Queer Liberation: No Prisons, No Borders
Dean Spade Hope Dector Tourmaline
A crash-course in pre-figurative, radical, queer, anti-racist, anti-police, anti-prison, anti-deportation abolitionist politics and trans-resistance.
Arika have been creating events since 2001. The Archive is space to share the documentation of our work, over 600 events from the past 20 years. Browse the archive by event, artists and collections, explore using theme pairs, or use the index for a comprehensive overview.
A crash-course in pre-figurative, radical, queer, anti-racist, anti-police, anti-prison, anti-deportation abolitionist politics and trans-resistance.
Quasi-theatrical multiple-projector pieces play with the relationship between performers, art and audiences.
A panel exploring the poetics of abolition. “Poetry is not only dream and vision; it is the skeleton architecture of our lives. It lays the foundations for a future of change.”
A guitar solo of frugal wringing, of notes in the dark, an attitude of making everything count.
Is it possible to dance our way out of the hardened stances and identity prisons we are locked in?
Ian and Gil will host a discussion on the Argument project’s social and political commentaries, and with you try and maybe think through whether and how they might still have some currency today: what’s changed and what’s stayed the same?
Greek TV company Onos Productions came to INSTAL 09 to document the festival and report on Nikos Veliotis’ Cello Powder performance.
Summer Solstice hang out IRL and URL on 21 June
On the birthday of Marsha P. Johnson, this event brings together several elements that celebrate the radical care and kinship characteristic of the Trans revolutionary.
GIO’s bottomless throat, Blood Stereo’s slobber gobbler and the Mouth Of The South tangle tonsils over Steve McCaffrey’s Carnival
Rhodri Davies plays two deconstructed harps. Lee Patterson examines the sonic properties of burning nuts.
John Mullarkey sets in a wider context our understanding of Alain Badiou and Francois Laruelle, two of the most radical philosophers in Europe today.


Which lines of the data contain the string "engine"? Copy every one of them.

════

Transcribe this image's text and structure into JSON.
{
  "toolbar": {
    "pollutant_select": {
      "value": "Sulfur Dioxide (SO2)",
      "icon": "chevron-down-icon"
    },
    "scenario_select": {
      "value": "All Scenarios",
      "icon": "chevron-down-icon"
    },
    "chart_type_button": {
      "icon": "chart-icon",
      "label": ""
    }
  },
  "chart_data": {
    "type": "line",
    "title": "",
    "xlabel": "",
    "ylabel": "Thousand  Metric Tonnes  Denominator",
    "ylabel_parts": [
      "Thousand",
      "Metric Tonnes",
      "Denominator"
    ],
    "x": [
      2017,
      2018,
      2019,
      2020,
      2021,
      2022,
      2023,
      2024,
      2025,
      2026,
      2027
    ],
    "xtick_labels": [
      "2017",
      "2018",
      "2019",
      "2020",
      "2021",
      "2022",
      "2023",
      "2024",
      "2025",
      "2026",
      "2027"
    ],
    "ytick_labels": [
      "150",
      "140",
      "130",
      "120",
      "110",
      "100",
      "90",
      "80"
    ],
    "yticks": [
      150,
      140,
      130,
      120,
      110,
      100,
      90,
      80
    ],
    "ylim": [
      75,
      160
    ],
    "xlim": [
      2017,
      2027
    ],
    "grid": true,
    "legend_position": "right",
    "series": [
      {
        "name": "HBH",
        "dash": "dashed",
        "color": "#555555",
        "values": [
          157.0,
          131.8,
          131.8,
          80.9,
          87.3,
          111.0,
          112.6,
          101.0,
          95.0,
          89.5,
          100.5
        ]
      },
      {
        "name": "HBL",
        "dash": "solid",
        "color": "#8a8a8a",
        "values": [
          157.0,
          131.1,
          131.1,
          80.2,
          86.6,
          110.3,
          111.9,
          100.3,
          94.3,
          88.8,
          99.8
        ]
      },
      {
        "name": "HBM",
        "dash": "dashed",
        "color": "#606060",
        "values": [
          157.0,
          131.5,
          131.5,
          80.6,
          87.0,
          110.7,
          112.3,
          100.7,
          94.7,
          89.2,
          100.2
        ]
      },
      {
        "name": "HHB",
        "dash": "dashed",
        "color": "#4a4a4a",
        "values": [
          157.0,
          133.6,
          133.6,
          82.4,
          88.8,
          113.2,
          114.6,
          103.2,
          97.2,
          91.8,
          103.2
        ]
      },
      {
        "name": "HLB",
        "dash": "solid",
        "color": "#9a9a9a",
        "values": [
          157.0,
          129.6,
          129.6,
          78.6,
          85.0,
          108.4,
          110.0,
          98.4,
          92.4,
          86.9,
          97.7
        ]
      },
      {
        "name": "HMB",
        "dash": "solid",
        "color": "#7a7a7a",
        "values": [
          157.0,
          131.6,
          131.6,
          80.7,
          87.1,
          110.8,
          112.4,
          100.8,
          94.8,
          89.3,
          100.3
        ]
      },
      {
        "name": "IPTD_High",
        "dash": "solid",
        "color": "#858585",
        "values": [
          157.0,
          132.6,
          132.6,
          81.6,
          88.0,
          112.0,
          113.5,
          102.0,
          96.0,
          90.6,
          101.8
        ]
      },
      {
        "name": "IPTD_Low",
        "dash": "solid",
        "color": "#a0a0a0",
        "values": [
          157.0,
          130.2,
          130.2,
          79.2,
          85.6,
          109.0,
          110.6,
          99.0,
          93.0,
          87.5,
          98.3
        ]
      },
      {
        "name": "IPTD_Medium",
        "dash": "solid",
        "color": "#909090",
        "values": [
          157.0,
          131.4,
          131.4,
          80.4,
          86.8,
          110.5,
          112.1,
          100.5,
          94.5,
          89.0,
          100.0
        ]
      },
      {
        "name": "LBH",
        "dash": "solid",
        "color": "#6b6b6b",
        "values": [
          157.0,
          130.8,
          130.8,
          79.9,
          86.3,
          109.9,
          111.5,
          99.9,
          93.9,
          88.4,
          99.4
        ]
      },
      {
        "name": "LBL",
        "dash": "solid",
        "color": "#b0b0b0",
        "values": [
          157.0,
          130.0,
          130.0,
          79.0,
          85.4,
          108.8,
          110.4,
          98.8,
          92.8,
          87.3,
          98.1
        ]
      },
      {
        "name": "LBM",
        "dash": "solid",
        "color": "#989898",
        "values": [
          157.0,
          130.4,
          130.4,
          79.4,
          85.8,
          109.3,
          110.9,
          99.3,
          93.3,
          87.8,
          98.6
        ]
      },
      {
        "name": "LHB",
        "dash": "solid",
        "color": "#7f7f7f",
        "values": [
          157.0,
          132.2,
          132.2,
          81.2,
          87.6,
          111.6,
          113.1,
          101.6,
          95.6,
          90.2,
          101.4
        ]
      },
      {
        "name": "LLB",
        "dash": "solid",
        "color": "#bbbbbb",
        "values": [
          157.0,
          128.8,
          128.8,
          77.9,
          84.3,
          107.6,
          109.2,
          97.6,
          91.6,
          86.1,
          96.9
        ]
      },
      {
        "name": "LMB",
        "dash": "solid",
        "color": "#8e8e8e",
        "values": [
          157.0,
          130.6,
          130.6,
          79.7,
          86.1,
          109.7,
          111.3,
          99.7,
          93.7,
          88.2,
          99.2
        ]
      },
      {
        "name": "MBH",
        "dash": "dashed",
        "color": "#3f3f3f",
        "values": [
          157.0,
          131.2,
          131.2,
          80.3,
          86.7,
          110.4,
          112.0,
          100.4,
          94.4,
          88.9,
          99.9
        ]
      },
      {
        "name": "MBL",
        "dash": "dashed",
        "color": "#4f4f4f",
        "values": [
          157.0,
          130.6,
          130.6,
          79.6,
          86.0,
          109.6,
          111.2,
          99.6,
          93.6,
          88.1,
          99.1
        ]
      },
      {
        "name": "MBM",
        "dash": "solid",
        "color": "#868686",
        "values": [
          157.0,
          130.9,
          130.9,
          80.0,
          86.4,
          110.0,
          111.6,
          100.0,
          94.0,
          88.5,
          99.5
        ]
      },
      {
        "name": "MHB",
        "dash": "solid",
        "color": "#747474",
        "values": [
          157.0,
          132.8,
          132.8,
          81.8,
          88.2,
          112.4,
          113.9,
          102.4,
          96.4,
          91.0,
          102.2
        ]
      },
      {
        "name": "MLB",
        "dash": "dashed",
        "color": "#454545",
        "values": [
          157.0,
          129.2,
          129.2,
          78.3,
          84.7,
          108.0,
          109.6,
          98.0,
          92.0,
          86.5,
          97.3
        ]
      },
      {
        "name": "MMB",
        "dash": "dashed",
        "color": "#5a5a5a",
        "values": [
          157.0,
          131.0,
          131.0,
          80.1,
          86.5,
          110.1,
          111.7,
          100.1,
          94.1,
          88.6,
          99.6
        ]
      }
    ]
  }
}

════

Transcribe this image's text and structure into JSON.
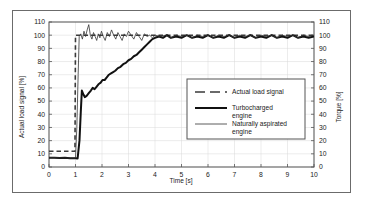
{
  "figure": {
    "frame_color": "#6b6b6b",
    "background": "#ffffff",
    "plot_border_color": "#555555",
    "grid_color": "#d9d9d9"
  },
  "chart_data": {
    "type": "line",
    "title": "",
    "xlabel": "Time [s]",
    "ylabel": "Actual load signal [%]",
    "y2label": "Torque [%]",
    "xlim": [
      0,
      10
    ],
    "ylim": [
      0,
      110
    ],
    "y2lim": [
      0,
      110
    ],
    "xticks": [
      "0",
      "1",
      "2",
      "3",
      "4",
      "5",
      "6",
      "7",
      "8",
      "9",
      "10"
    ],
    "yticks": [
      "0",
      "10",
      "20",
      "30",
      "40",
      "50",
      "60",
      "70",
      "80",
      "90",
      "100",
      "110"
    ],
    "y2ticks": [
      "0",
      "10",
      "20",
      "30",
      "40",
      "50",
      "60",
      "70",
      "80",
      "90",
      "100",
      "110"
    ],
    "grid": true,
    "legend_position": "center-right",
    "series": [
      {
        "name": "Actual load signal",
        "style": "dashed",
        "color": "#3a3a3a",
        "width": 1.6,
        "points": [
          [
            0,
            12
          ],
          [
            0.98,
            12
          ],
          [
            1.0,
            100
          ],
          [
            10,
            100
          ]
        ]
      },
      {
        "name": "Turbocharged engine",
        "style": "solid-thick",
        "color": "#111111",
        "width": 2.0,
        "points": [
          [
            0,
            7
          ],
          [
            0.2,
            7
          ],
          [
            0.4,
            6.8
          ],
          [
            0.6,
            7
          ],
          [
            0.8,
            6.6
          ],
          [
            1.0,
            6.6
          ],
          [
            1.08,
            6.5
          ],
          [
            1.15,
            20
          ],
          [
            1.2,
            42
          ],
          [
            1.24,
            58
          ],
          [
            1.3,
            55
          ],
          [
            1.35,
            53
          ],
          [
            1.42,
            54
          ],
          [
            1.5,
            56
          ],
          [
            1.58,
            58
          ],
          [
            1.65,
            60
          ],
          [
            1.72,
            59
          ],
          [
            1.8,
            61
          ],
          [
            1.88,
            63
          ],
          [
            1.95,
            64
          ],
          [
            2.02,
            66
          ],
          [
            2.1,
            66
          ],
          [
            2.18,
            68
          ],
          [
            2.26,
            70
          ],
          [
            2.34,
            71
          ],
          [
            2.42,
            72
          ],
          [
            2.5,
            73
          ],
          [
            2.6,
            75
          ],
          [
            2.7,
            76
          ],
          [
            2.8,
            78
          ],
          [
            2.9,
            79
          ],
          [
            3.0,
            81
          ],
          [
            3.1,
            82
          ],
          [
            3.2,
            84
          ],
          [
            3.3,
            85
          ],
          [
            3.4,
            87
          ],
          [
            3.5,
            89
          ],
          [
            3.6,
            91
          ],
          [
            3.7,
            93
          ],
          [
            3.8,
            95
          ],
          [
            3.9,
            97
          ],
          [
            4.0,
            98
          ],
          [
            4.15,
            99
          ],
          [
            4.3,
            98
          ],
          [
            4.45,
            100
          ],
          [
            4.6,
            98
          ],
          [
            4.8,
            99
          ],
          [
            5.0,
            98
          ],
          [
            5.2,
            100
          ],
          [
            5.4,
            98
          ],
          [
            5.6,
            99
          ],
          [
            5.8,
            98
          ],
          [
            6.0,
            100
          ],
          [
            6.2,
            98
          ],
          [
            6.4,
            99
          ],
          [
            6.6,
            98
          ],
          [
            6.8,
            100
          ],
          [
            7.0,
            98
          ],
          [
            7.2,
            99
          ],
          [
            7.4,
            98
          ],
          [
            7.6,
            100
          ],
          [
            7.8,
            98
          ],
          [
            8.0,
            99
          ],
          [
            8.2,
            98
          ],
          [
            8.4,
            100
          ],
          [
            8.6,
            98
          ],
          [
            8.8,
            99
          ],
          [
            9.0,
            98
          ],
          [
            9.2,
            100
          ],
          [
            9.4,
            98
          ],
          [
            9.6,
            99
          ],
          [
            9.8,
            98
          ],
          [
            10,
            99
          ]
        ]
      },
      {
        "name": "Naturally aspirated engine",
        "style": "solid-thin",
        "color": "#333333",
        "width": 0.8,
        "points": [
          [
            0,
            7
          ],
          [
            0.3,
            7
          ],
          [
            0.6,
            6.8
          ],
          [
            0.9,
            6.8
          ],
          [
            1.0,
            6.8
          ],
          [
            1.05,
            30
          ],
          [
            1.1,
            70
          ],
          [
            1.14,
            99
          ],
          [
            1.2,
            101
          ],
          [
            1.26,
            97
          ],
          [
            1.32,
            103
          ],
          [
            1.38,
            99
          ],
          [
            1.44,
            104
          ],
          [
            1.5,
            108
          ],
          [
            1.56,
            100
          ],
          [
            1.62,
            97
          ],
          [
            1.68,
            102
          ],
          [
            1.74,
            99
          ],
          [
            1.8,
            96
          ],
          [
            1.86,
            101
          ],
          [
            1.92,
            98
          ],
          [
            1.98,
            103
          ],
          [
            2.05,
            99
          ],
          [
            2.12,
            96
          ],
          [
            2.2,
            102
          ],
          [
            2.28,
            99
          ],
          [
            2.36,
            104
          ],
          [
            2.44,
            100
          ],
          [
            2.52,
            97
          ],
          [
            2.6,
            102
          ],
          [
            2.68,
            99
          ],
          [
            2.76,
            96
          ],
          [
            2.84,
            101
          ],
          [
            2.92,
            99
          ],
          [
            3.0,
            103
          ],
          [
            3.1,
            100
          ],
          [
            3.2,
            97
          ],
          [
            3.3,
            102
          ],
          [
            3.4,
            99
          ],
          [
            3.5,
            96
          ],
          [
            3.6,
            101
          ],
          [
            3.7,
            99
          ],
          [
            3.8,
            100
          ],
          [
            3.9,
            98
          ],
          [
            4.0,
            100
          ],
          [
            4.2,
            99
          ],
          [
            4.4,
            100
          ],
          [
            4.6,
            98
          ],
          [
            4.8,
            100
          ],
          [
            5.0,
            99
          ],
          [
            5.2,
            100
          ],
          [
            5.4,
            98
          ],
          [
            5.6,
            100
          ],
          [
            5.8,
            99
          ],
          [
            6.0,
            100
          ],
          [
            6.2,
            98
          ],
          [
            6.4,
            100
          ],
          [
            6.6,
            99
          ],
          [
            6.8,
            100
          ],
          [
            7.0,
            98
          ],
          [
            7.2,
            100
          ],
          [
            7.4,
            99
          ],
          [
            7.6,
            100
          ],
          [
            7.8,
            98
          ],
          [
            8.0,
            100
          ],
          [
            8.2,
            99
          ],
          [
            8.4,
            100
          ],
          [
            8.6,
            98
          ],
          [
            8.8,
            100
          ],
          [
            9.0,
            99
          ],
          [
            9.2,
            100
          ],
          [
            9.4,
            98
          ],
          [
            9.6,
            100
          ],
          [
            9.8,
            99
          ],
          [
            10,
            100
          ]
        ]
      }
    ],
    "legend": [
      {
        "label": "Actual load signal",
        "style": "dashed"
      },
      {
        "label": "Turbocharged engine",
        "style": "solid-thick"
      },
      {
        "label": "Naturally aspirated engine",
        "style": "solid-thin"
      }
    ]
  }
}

════

# Response area
        "name": "Turbocharged engine",
        "name": "Naturally aspirated engine",
        "label": "Turbocharged engine",
        "label": "Naturally aspirated engine",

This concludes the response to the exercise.